My Kansas City Royals are in the World Series.
That’s actually a weird thing to say since it’s been more than 30 years since I actively rooted for the Royals.
The Royals were my boyhood team. I celebrated their wins and I was in a funk over their losses. Did I cry when they lost? Oh yes, when they lost year after year to the hated New York Yankees in the American League Championship Series—in 1976, in 1977, in 1978—I sobbed inconsolably.
Where did my fandom go?
Did I grow up and grow out of it?
Was I upset at having my heart broken so many times that I could never commit so loyally to a team for fear of being hurt again?
Was it just that in high school and college, I was too busy?
Was it the baseball strike of 1981? During the strike, which lasted from June to August, I lost interest in baseball. When baseball came back, I didn’t. I never made any angry declaration I was done with the sport, but at age 16, I stopped collecting baseball cards, my subscription to The Sporting News lapsed and I impassively moved on.
So for me to say “my” Royals are in the World Series seems funny. Let’s face it, they were “my” team for only six years, starting in 1975 when I made my one and only visit to Royals (now Kauffman) Stadium. Today, six years in the dim, dark past is a tiny sample of my life. But at 16, that was a long time. I could barely remember a time before I was a Royals fan. It seemed to be part of my core being.
The pinnacle of my fandom was 1980 when the Royals finally beat the Yankees in the American League Championship Series. I’m not sure what it says about me, but I don’t remember a lot of that series. Somehow, I remember the losing more than the winning. In my memory, the Royals always lost to the Yankees in the playoffs. I see Chris Chambliss hitting the game- and series-winning homer for the Yankees in the bottom of the ninth inning of Game 5 in 1976 and getting mobbed by fans as he tries to round the bases. But I know the Royals beat the Yankees in 1980 because I do vividly remember the Royals losing that year's World Series to the Phillies.
I didn’t lose my fandom because the Royals stopped being successful. In fact, after I stopped being a fan, they had their greatest success. In 1985, the Royals won the World Series against the St. Louis Cardinals. That Royals team still had a core group of players who stuck around from 1980. It was a team I would have still known well.

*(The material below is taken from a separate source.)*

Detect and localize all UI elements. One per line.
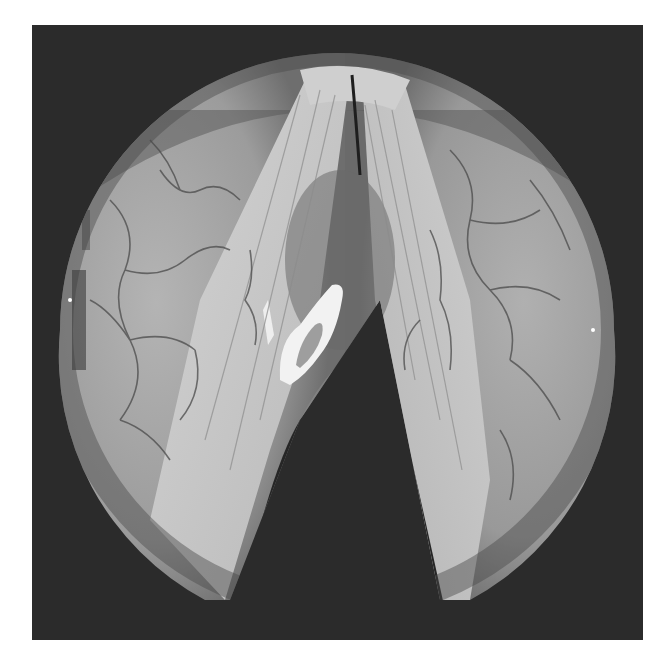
laryngoscopy-photo [0,0,665,661]
endoscope-field [55,50,620,610]
specular-highlight [591,328,595,332]
specular-highlight [68,298,72,302]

But by then, they weren’t really “my” Royals. I was aware of the Royals’ win but paid little attention. I remember thinking that “after all those years of my suffering,” the Royals had “at long last” won a World Series. Again, my fandom was only six years, the Royals in 1985 were only in their 17th season of existence. (For comparison and to drive the point home at how temporally naive I was, the Chicago Cubs at the time were only in their 77th year without a World Series title—the streak is now at 106 years.)
While the 1981 strike seemed to end my baseball fandom, I became a fan again in 1994, oddly, the same year as an even more devastating strike cancelled much of the season and the entire postseason.
I came back to baseball not really a fan of any team. The only thing I was able to commit myself to was a hatred of the Yankees, which has sort of been my baseball constant, thanks to my being a Royals fan. Hating the Yankees, I became a casual fan of their rivals—the Atlanta Braves of the 1990s and the Boston Red Sox of the 2000s.
Of course, it would not have been easy to be a Royals fan for the 20 years since I turned my attention back to baseball. Royals teams languished and were downright bad. Until this year, they had the longest playoff drought (29 years, since the 1985 World Series) of any team in the four major sports.
Since my return to baseball, I have never been able to fully love any team like I loved the Royals. Why? What is holding me back?
Fear of embarrassment for aligning oneself with a potential loser?
Fear of the pain when they will inevitably lose? (Even the Yankees lose.)
Fear of appearing childish for tying my emotional fortunes to one team?
Plus, if I finally decide to root for the Royals, I would hate to appear like a fair-weather fan jumping on the bandwagon. But I never jumped on the bandwagon in 1985 when it would have been so easy—I knew the team, I knew most of the players.